The words-and-digits approach has presumably saved the occasional contract party (and its lawyer) from the adverse consequences of a missing decimal point or other error involving digits, or it would have done had it been used.

But those benefits come at a prohibitive cost. It’s tedious for the reader to encounter, at every turn, numbers expressed in both words and digits. And this belt-and-suspenders approach is faintly ludicrous when applied to all numbers throughout a contract, even though lower numbers are less susceptible than are higher numbers to a significant typographical error that goes undetected. For use of words and digits in, for example, three (3) members of the board of directors to be of any benefit, those drafting and reviewing the contract would have to be particularly inattentive.

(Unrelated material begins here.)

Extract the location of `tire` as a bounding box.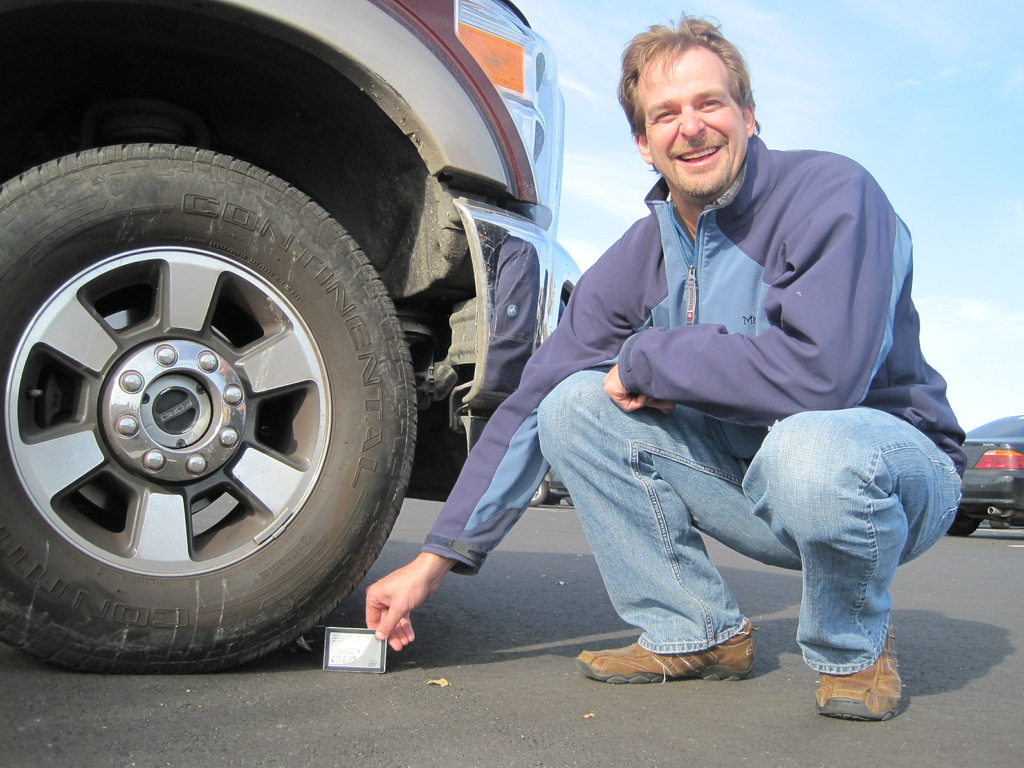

And using both words and digits violates a cardinal rule of drafting—that you shouldn’t say the same thing twice in a contract, because it introduces a potential source of inconsistency. Even if when you first state a words-and-digits number the words and digits are consistent, they might become inconsistent as a draft is revised. It’s easy to see how that can happen—digits are more eye-catching than words, so you might change the digits but forget to change the words. (The image at the top of this post offers an amusing instance of the drafting having evidently paid more attention to the digit!) So a convention that aims to catch an error in writing digits introduces the potential for an additional, and entirely different, and potentially broader, kind of mistake.

Furthermore, because it’s more likely that any inconsistency caused by revisions is due to changing digits and forgetting to change the words, rather than vice versa, applying in that context the principle of interpretation that words govern might result in a court choosing a meaning that’s contrary to what the drafter had intended.

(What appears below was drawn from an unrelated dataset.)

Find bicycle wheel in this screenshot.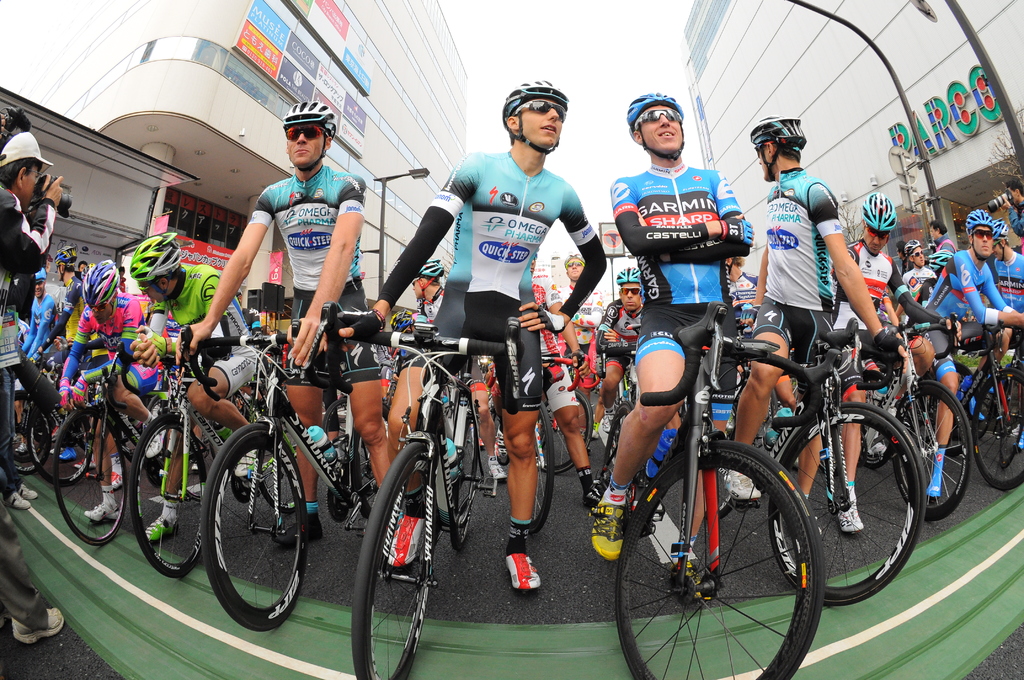
The bounding box for bicycle wheel is Rect(883, 371, 980, 517).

Instead, the principle of interpretation makes sense only if a words-and-digits number features, for example, digits with a number of zeros that is inconsistent with the word version of the number, or digits with a decimal point in a place that is inconsistent with the word version of the number. In such instances, it’s more likely that the inconsistency is due to a digit glitch as opposed to a complete mismatch between words and digits.

So using words and digits is more of a problem than the issue it was intended to fix—digit mistakes.

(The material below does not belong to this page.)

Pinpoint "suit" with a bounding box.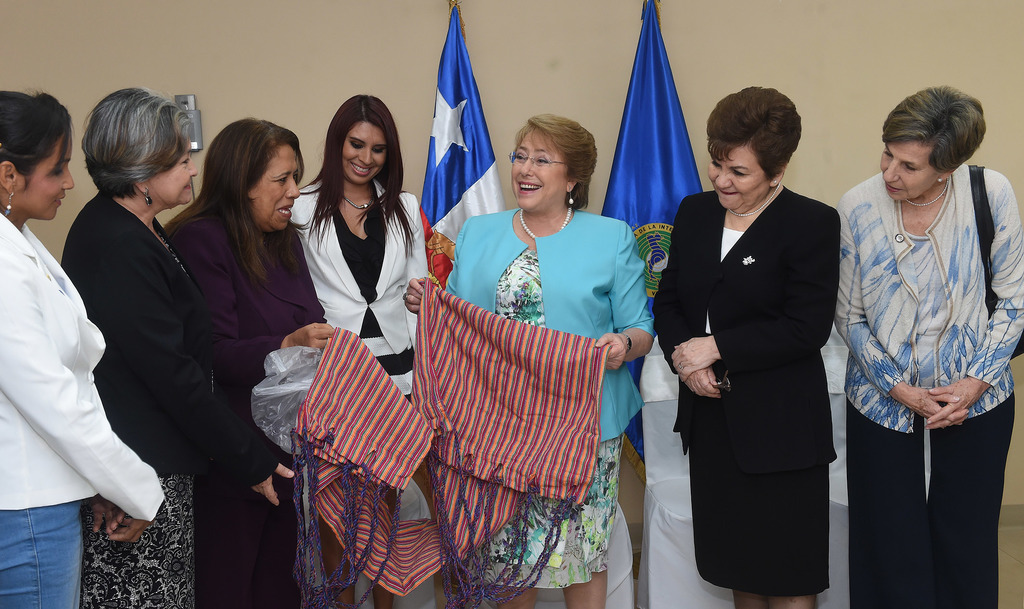
{"left": 0, "top": 205, "right": 165, "bottom": 525}.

It might seem that using words and digits for the one big number in, for example, loan documentation would be less annoying than using words and digits for all numbers in a contract. But if anything, big numbers are more prone to words-and-digits inconsistency than are smaller numbers, because the longer the words component, the less likely you are to read it. And the consequences can be particularly unfortunate. (See this 2015 blog post for an example of that.)

In closing, let’s consider Pat’s point that if you use words and digits, that has the benefit of creating confusion, allowing the disadvantaged party to argue that its meaning should apply. By contrast, with a simple digit glitch, one of the parties would just be out of luck. But in the case of inconsistent changes made in revisions, using words and digits would have created the problem, so there would be no benefit. Instead, you’d just find yourself in a dispute.

About the author

Ken Adams is the leading authority on how to say clearly whatever you want to say in a contract. He’s author of A Manual of Style for Contract Drafting, and he offers online and in-person training around the world. He’s also chief content officer of LegalSifter, Inc., a company that combines artificial intelligence and expertise to assist with review of contracts.

1 thought on “Using Words and Digits to State Numbers: Once More Unto the Breach”

  1. 1/ It’s easy to get used to seeing every alphabetically expressed number repeated by a digital version. I find it far less irritating than, for example, nitcapping Defined Terms, for which I have spent years looking for a better way.

    2/ I agree that the digital version is less likely to be wrong, so I would add an internal interpretive rule to the effect that ‘when the digital version of a number clashes with the alphabetic version, the digital version prevails’.